Search for Two-Neutrino Double Electron Capture of $^{124}$Xe with XENON100
The XENON Collaboration: E. Aprile, J. Aalbers, F. Agostini, M., Alfonsi, F. D. Amaro, M. Anthony, F. Arneodo, P. Barrow, L. Baudis, B., Bauermeister, M. L. Benabderrahmane, T. Berger, P. A. Breur, A. Brown, E., Brown, S. Bruenner, G. Bruno, R. Budnik, L. B\"utikofer

TL;DR
This paper reports a search for the rare two-neutrino double electron capture in $^{124}$Xe using the XENON100 detector, setting new lower limits on its half-life and evaluating future experiment sensitivities.
Contribution
It provides the first experimental lower limit on the half-life of two-neutrino double electron capture in $^{124}$Xe and assesses the potential of the XENON1T experiment for future detection.
Findings
No significant excess observed, setting a lower half-life limit of >6.5×10^{20} years.

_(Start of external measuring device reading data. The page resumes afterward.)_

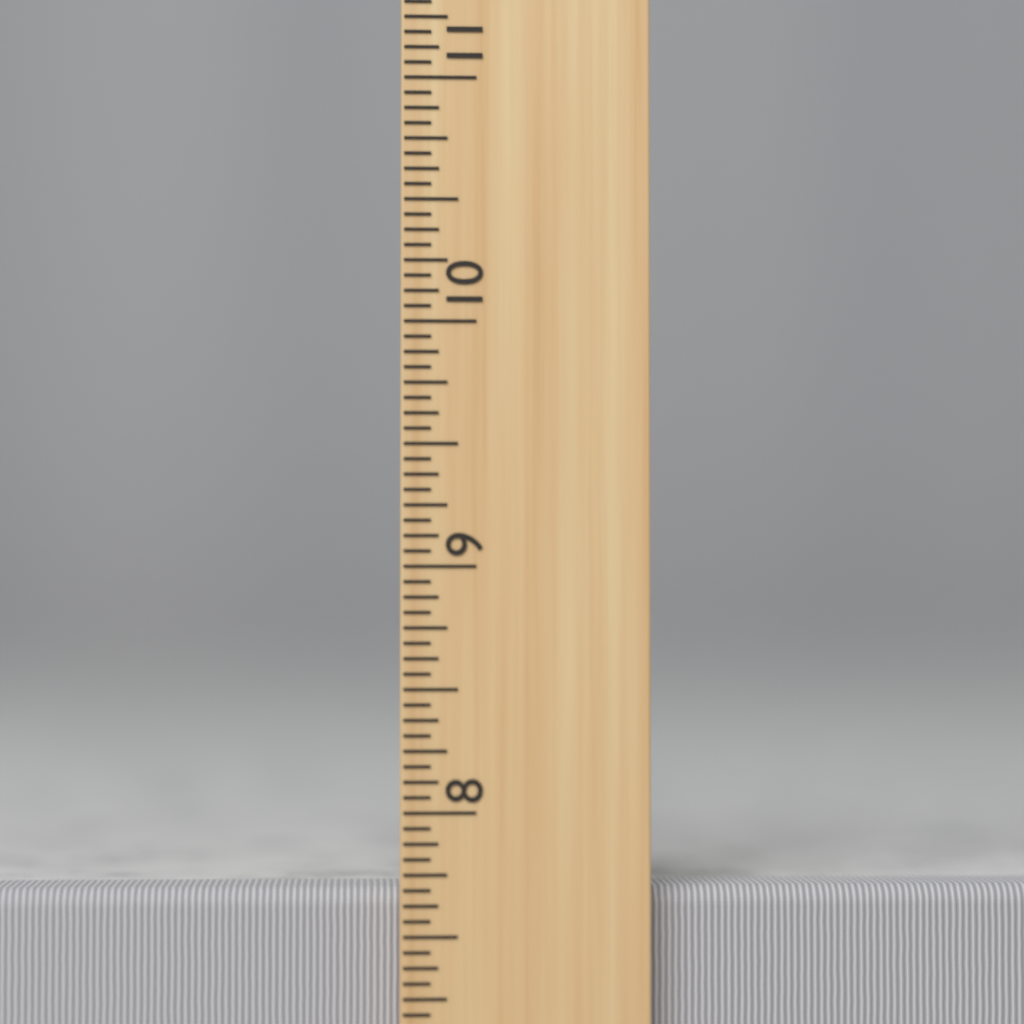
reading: 7.6875 inch
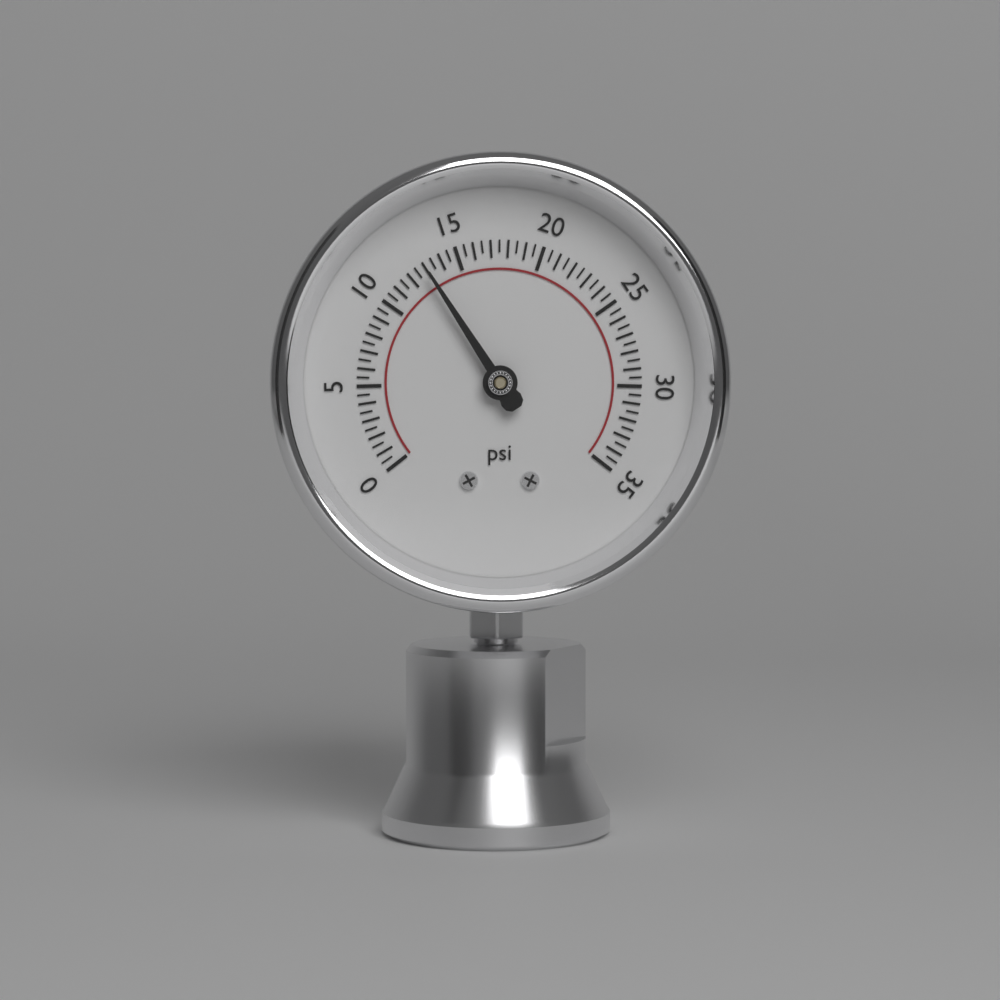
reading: 13.0 psi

Projected sensitivity of XENON1T is >6.1×10^{22} years after 2 ton-year exposure.
Demonstrates the feasibility of using dark matter detectors for rare nuclear decay searches.
Abstract
Two-neutrino double electron capture is a rare nuclear decay where two electrons are simultaneously captured from the atomic shell. For Xe this process has not yet been observed and its detection would provide a new reference for nuclear matrix element calculations. We have conducted a search for two-neutrino double electron capture from the K-shell of Xe using 7636 kgd of data from the XENON100 dark matter detector. Using a Bayesian analysis we observed no significant excess above background, leading to a lower 90 % credibility limit on the half-life yr. We also evaluated the sensitivity of the XENON1T experiment, which is currently being commissioned, and find a sensitivity of yr after an exposure of 2 tyr.
Peer Reviews
No public reviews on file for this paper yet. If you reviewed it on a platform where reviews are public (OpenReview, ICLR, NeurIPS, ICML), you can paste yours below so the community can read it here.
Videos
No videos yet. Explain this paper in a talk, walkthrough, or lecture? Add one.